Be More Productive With Less Fuel
in Words to the Wise |
on July 15, 2011
Have you ever considered your true cost of fuel? And what I mean by this is the cost of the fuel (the price at the pump) plus the cost of getting it. That is, the time it takes drivers to go and get fuel and during that time, the cost of administration, insurance, repairs and maintenance. On top of this is also fuel waste and theft which, depending on security and monitoring systems, each account for an addition 5% to 20% of fuel purchases.
As to the time taken to get fuel, industry averages peg it at 30 minutes, which includes the time it takes to stop work, change routes, find the filling station, wait in line, refuel and pay. And the time it takes to get back to the route or worksite. That’s 30 minutes every day for every truck or piece of equipment in your company. You may never have thought of this as a real cost because it’s how you’ve always done it. But when you think about what your business could be doing with those wasted thirty minutes, you quickly recognize the enormous costs associated with refuelling yourself.
Refuelling takes time – and time is money. Take, for example, a fleet of 10 trucks. Ten trips to get fuel each day takes five hours a day at a cost of about $5,000 per month for labor (more if you pay overtime). This means 100 hours of vehicle wear and tear plus more hours of office overhead to manage operators and equipment. These costs are easy to measure, but there is more.
Know Your Hidden Fueling Costs
Today fuel theft ranges 5% to 20% of annual fuel purchases. This number has grown with the increasing price at the pump. Fuel is taken by employees who top up their own vehicles without authority or by organized gangs who steal fuel from your fuel tanks. Either way it can amount to thousands of gallons in real losses each year!
Fuel waste is another huge area of cost that is hard to measure. Waste comes from idling, speeding, poor driver habits and routing issues. Measuring waste requires accurate data on fuel consumption by vehicle and mileage to produce indicative fuel efficiency trends. Again, for most companies, this is either too hard or too time-consuming to measure.
The number one hidden fuel cost is lost productivity. The 30 minutes spent each day by 10 trucks getting fuel adds up to 1,250 hours of lost revenue per year. If you expect a return of $150 per hour, you are losing $187,500! That’s almost $200,000 in lost revenues each year! If you have a larger fleet, the numbers are even more staggering. So what’s the answer?
Crush Waste, Rev Up Revenue
First, understand there is more to your true cost of fuel than just the price at the pump as mentioned above. There’s the labor and overhead you pay for and the producitivity and revenue you give up. As a business manager, you know this is a very big deal.
Second, make fuel come to you. Use an onsite fuelling service with trucks that refuel your fleet and equipment while it is idle. Your operators start every day with full tanks and you get 30 extra minutes each day to push more dirt or complete your construction projects.
Direct-to-equipment fuelling is not new. Established providers may offer 24/7 service, along with high service standards, safety training, environmental protection and a certification program for all their operators.
A provider may also utilize technology that automates reporting so you can conveniently manage fuel costs in deep detail. An automated monitoring system helps companies control fuel costs, manage budgets and measure fuel efficiency by unit. This can greatly reduce administration time and increase accuracy.
Combined, direct-to-equipment fuelling and automated monitoring will help you reduce costs, eliminate theft and waste and turn wasted time into profitable, productive time. Together, that spells more productivity!
Once you see the hidden costs that drive up your true cost of fuel and recognize that these costs can be controlled, you can start converting lost time into extra revenue to become more profitable!
Remember, you can’t manage what you don’t measure!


■ **What the task requires**
Omit every picture, then give all the entries again exactly.

Saved entries:
:::::

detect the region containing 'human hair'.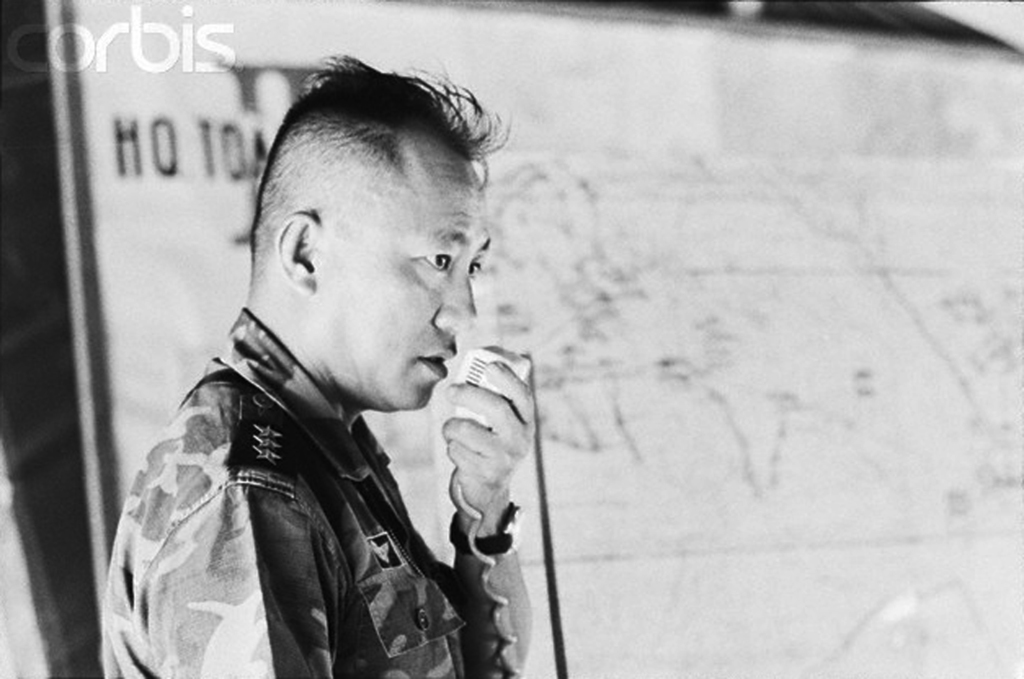
BBox(241, 73, 489, 286).
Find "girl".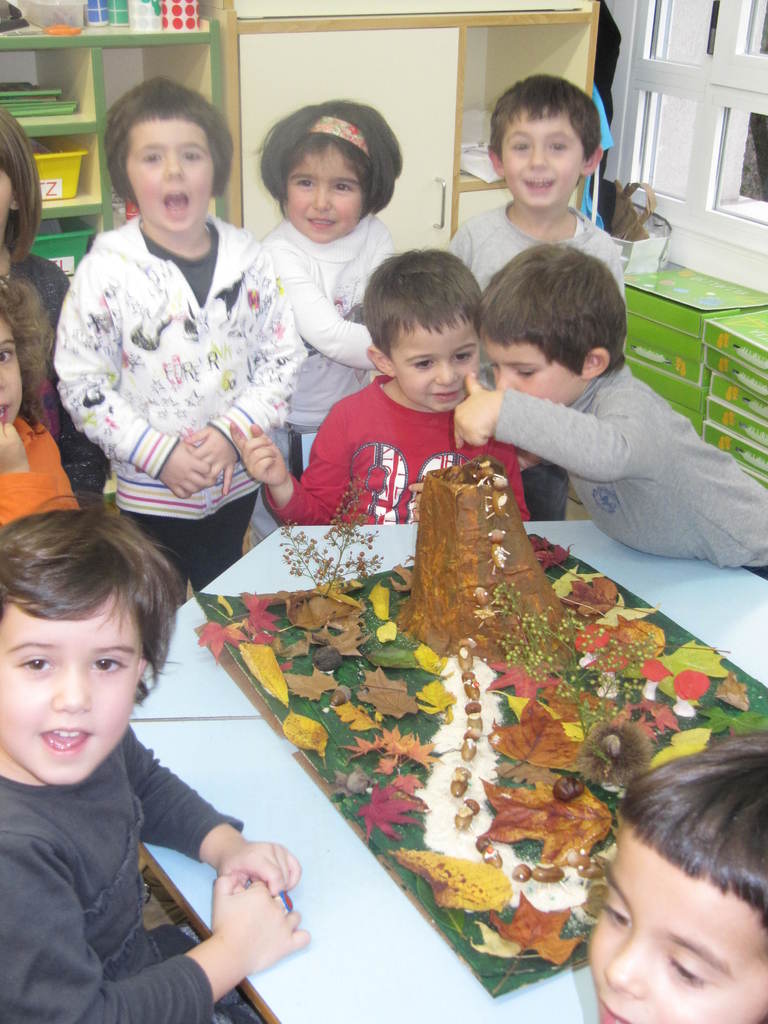
(x1=52, y1=78, x2=303, y2=600).
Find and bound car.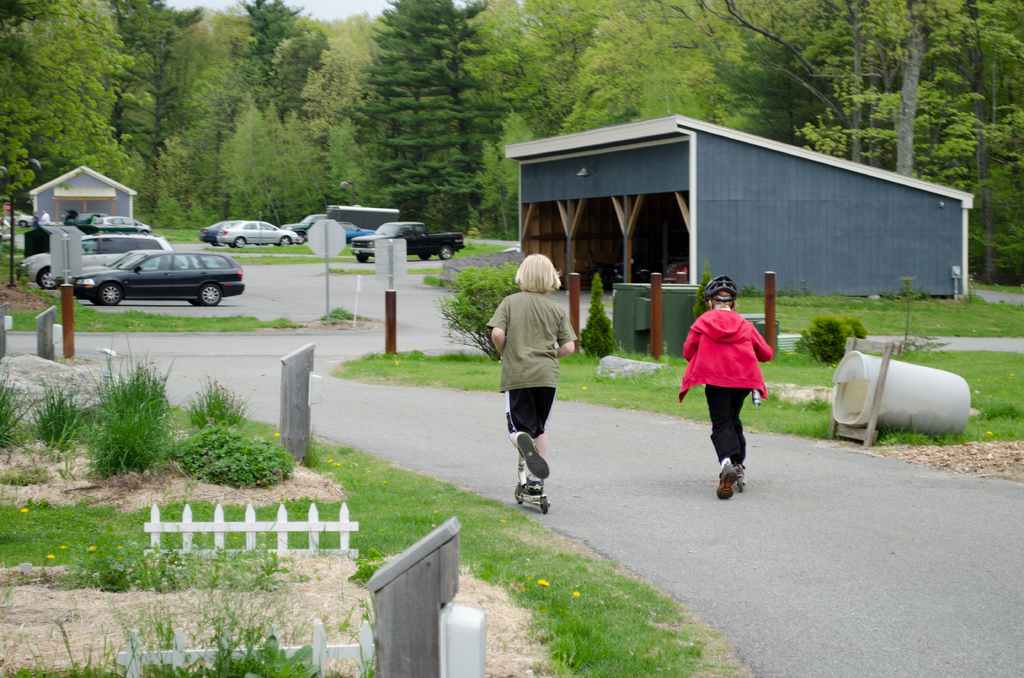
Bound: (left=217, top=216, right=307, bottom=249).
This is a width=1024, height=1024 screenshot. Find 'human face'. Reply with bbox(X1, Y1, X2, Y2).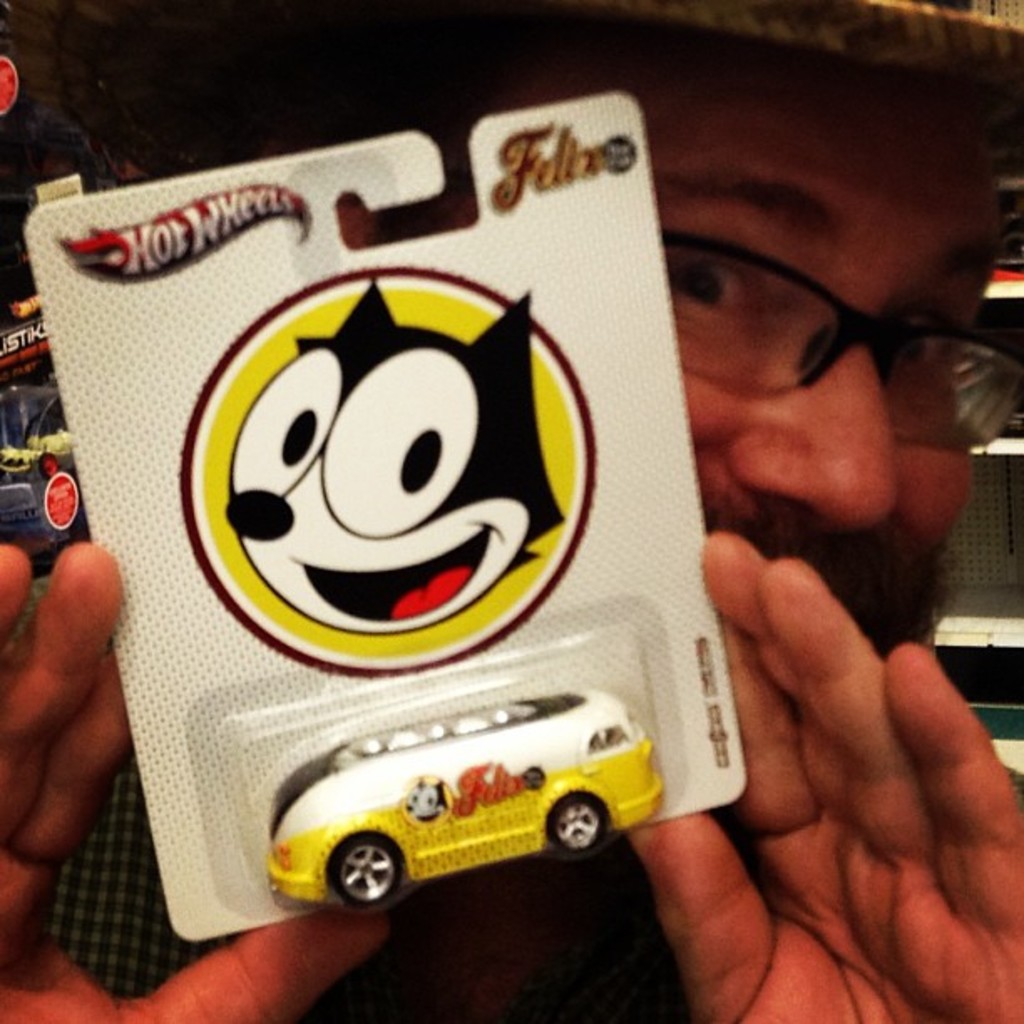
bbox(494, 38, 1002, 653).
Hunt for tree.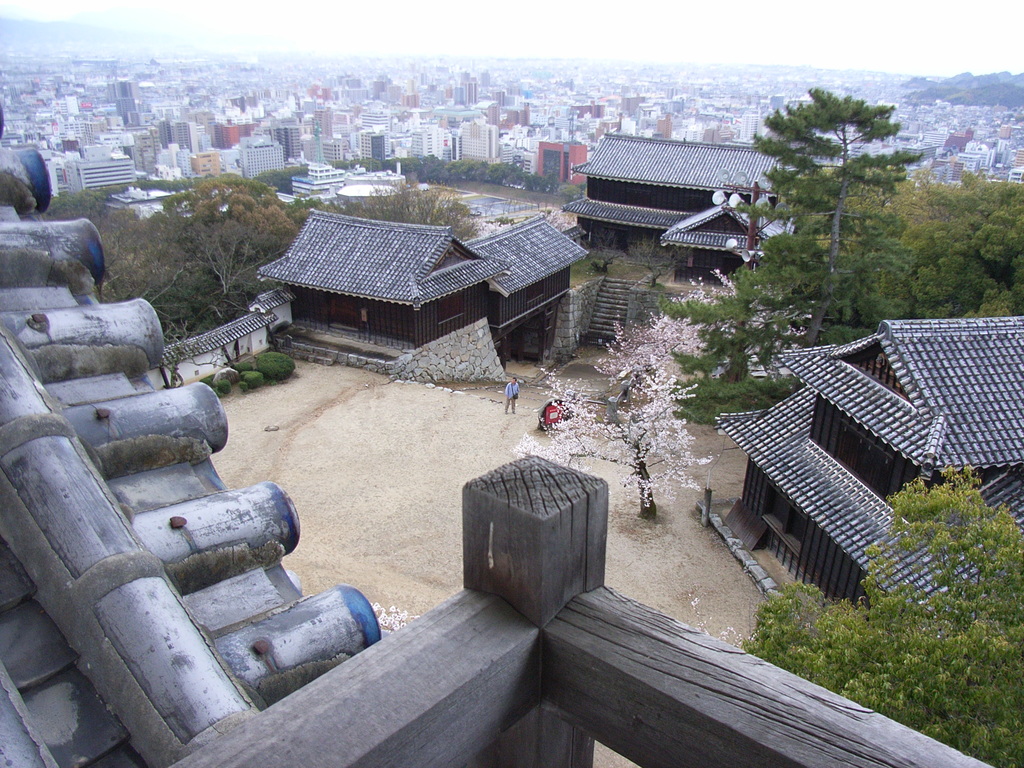
Hunted down at BBox(883, 172, 1023, 321).
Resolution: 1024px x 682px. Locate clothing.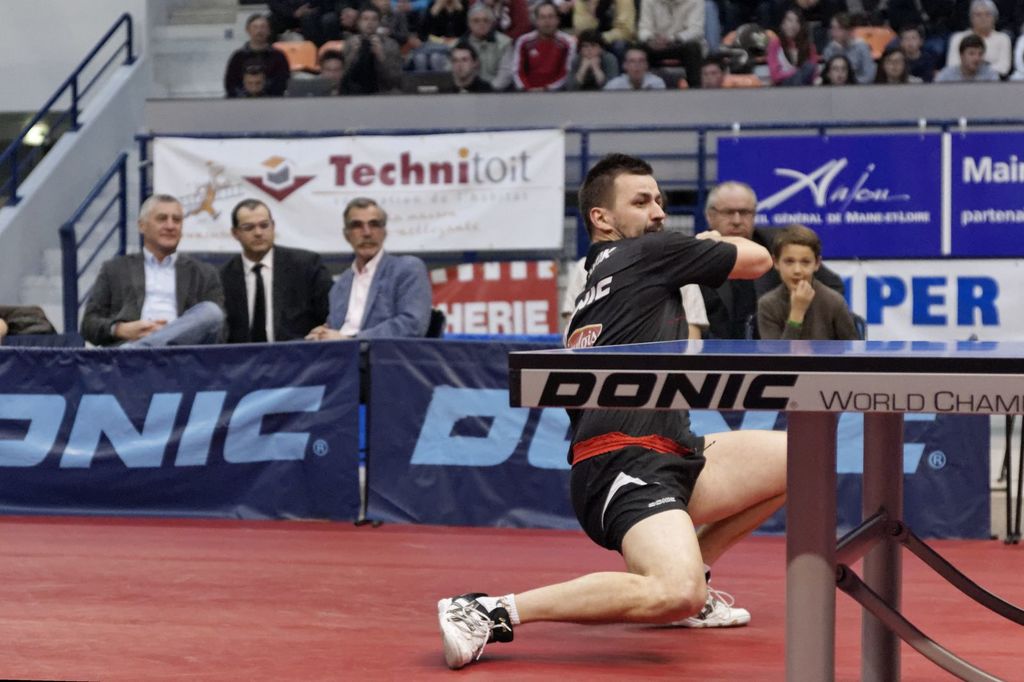
bbox(824, 41, 882, 88).
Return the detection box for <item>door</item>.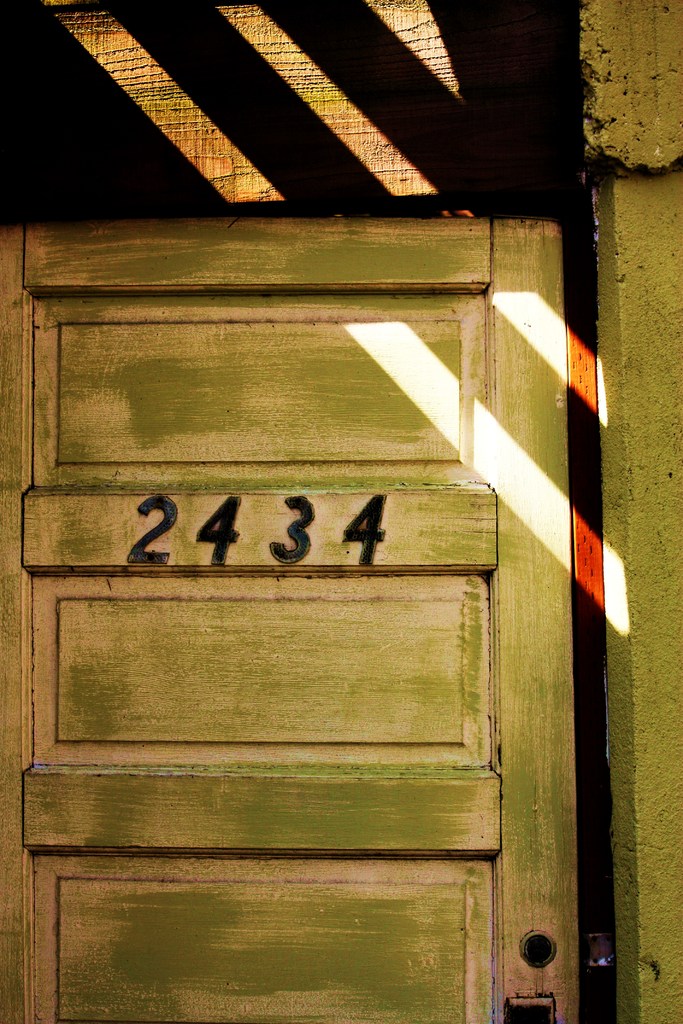
crop(0, 221, 589, 1023).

:::::

■ **Solution for this task**
detect the region containing 'human hair'.
BBox(241, 73, 489, 286).
Find "girl".
(x1=52, y1=78, x2=303, y2=600).
Find and bound car.
Bound: (left=217, top=216, right=307, bottom=249).
This is a width=1024, height=1024 screenshot. Find 'human face'. Reply with bbox(X1, Y1, X2, Y2).
bbox(494, 38, 1002, 653).
Hunt for tree.
Hunted down at BBox(883, 172, 1023, 321).
Resolution: 1024px x 682px. Locate clothing.
bbox(824, 41, 882, 88).
Return the detection box for <item>door</item>.
crop(0, 221, 589, 1023).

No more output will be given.